Preserving Elders' Wisdom to Support Home Visiting Families

December 13, 2022
Preserving Elders' Wisdom to Support Home Visiting Families Image Story Banner

 

Preserving Elders' Wisdom to Support Home Visiting Families

Descriptive Alternate Text

Through the Eastern Band of Cherokee Indians (EBCI Nurse—Family Partnership1 (NFP) Elder Interview project, implemented under a grant from the Administration for Children and Families’ (ACF’s) Tribal Maternal, Infant, and Early Childhood Home Visiting program, Cherokee elders are sharing cultural stories and beliefs around pregnancy, childbirth, and breastfeeding. During interviews, elders answered questions about accepted treatments and taboos during pregnancy (“What was considered ’taboo’ for pregnancy, childbirth, or breastfeeding?

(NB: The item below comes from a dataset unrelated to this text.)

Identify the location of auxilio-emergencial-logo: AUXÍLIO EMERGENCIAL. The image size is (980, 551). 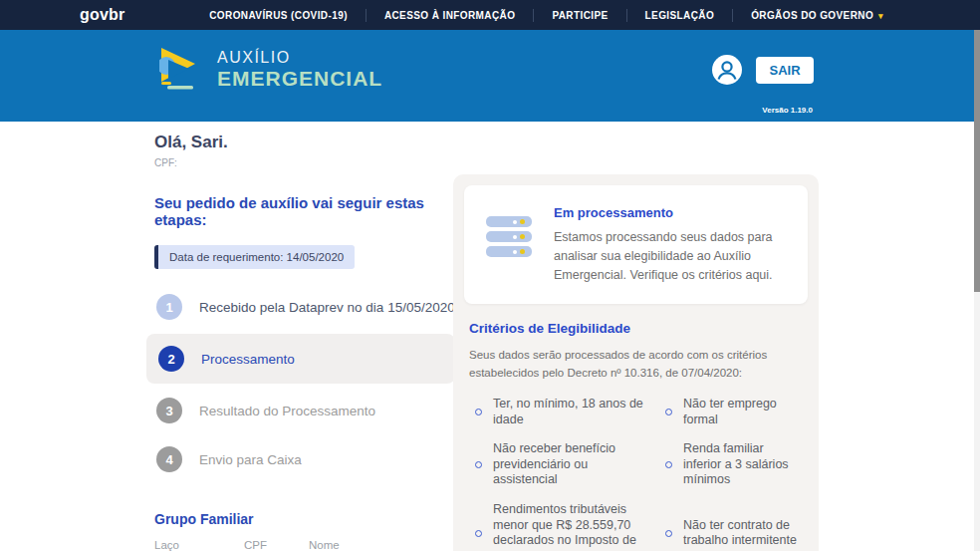
(271, 70).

What were considered remedies for pregnancy, childbirth, or breastfeeding?”). Responses to questions like this will be compiled in a booklet to preserve cultural teachings for families in the community. ) “

This concept has been around for years within the NFP Implementation Plan, to be able to learn from the elders and share it with the mothers,” Robin Bailey Callahan, program director of NFP and Cherokee Choices, explained. The team got a push to begin compiling wisdom from elders at the start of the COVID-19 pandemic; data on COVID-19 and its impact on vulnerable populations spurred urgency. “There was this fear of our elders passing because of COVID,” Robin noted. “That was sort of an ’a-ha!’ moment for me . . . we need to collect this information and share it so families can learn and connect with their roots and their culture for the health of them and their baby.”

And so, this journey to collect elder stories on pregnancy, childbirth, and childrearing— known as the Elder Interview project—began. Every step of the way, from planning to conducting interviews, the project team engaged in a thoughtfully iterative process that draws on community collaboration and respect.

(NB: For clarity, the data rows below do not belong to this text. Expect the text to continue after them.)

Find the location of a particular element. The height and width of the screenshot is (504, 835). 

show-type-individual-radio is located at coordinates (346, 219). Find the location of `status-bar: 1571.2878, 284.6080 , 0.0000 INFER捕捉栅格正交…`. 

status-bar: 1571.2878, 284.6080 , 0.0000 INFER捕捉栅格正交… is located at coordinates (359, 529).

The first step was to form a project team consisting of nurse home visitors, elders, and tribal program staff. Team members pilot-tested questions, provided feedback, and developed picture guides for interviews, with cultural items such as a birthing pipe, deer-tongue grass, and a mud turtle, among others. The team's system of pausing and reflecting has become a routine part of the ongoing process. Members regularly assess adherence to project protocols, ensuring that efforts yield the desired results. For example, the team developed an interview process that includes a cultural review committee reading interview notes. If the committee finds information in the interview to be sacred, that information is archived and preserved.

The iterative process of gathering and reviewing information has kept the Elder Interview project moving. The team has big goals; they completed 12 interviews, with a plan to complete 20 interviews annually going forward.

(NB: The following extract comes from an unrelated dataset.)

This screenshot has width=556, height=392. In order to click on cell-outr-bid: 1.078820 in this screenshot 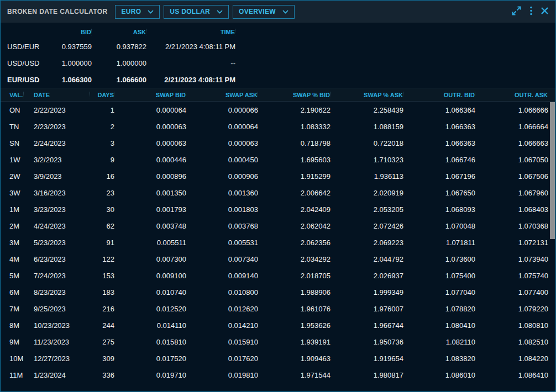, I will do `click(439, 309)`.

After finishing the interviews, the project team will review the booklet with Cherokee elders and NFP mothers for feedback. Once completed, the Elder Interview booklet will be shared with home visiting families to supplement the home visiting model’s lessons and activities and to provide a connection to culture, language revitalization efforts, and early language and literacy promotion. EBCI’s NFP team will also share the booklet with clients of the Women, Infants, and Children (WIC) program, families enrolled in other tribal programs, and others, including local health care workers. The team hopes that sharing the booklet with professionals will increase providers’ cultural sensitivity and competency.

By investing time in a well-thought-out process that incorporates feedback at all project levels, the EBCI NFP program is on track to develop a resource that will serve multiple purposes. From supporting families in connecting to their culture to improving the cultural competency of health care professionals, the EBCI's Elder Interview project is a strong example of how inclusion and collaboration can improve home visiting services for families. The project booklet—the culmination of years of partnership, meetings, and community engagement—will stand to preserve the Cherokee language, stories, and community traditions for home visiting families and the generations of EBCI relatives to come.


[1] Nurse-Family Partnership is an evidence-based home visiting model in which specially educated registered nurses visit first-time mothers-to-be. Home visits start during pregnancy and continue through the child’s second birthday. The EBCI’s home visiting program shares its name with the model it uses.

For more information about the Eastern Band of Cherokee Indians' Nurse-Family Partnership program and the Elder Interview Project, contact the EBCI NFP and Cherokee Choices Program Director, Robin Bailey Callahan, at robibail@ebci-nsn.gov.

ACF's Tribal Maternal, Infant, and Early Childhood Home Visiting program awards grants to tribal entities to develop, implement, and evaluate home visiting programs in American Indian and Alaska Native (AIAN) communities. The grants help build and strengthen tribal capacity to support and promote the health and well-being of AIAN families, expand the evidence base around home visiting in tribal communities, and support and strengthen cooperation and linkages between programs that serve tribal children and their families. Find out more about the Tribal Home Visiting program and grantees.